Even before the 2007 law, more local systems had begun to move their assets to PRIM, according to the study, released Friday. Between 2000 and 2015, the number of local systems fully invested in PRIM nearly doubled from 19 to 37, and those partially invested more than tripled from 17 to 53.

From 1986 to 1996, PRIM achieved annualized gross returns of 11.45%, while systems that were partially invested achieved 10.62% percent and returns for non-PRIM funds were 10.32%.

From 2000 to 2015, PRIM's annualized gross returns were 5.8%, partially invested systems generated 5.4% and non-PRIM systems returned 5.3 percent. The gulf for both time spans, said Atanasov, adds to an unrealized $2.09 billion, not including forgone compounding and PRIM's lower fees.

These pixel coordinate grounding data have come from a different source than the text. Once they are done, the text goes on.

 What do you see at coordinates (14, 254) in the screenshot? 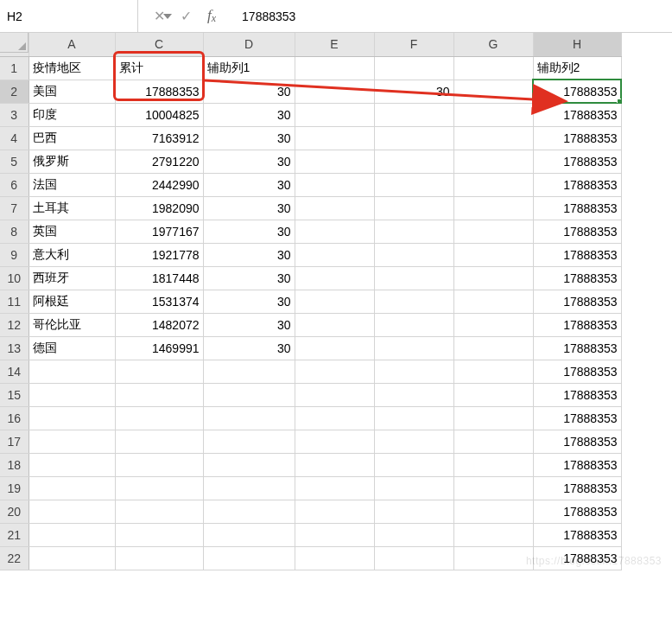
I see `row-header: 9` at bounding box center [14, 254].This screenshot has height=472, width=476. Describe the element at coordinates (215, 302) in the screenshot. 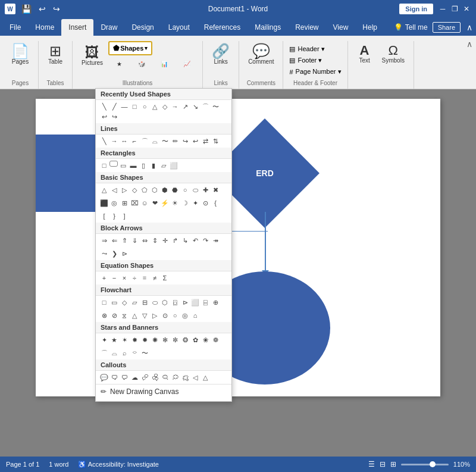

Short of the five-year deadline for transferring local pension assets to PRIM, said Atanasov, state policymakers should at least require all local systems less than 90% funded to transfer their assets. Municipalities, he added, should also have the power to compel local retirement boards to move their assets to PRIM. Retirement boards have a broad range of investment options under PRIM's segmentation program.

"The best way to beat the market is to be efficient and a large fund like PRIM can do that," said Atanasov. "It's a completely different ballgame for a small town with $100 million or $200 million on their account."

PRIM, he said, offers better asset allocation and cash management, lower investment fees and other costs, and more attractive investment options due to its size and market power. "PRIM has been able to build internal capacity and professionalize its operations the past 10 years, and cut fees," he said.

The real performance gap is almost certainly much larger, said Atanasov, since the estimates were based on annual beginning assets and gross returns, which don't account for PRIM's lower investment expenses and the effects of compounding.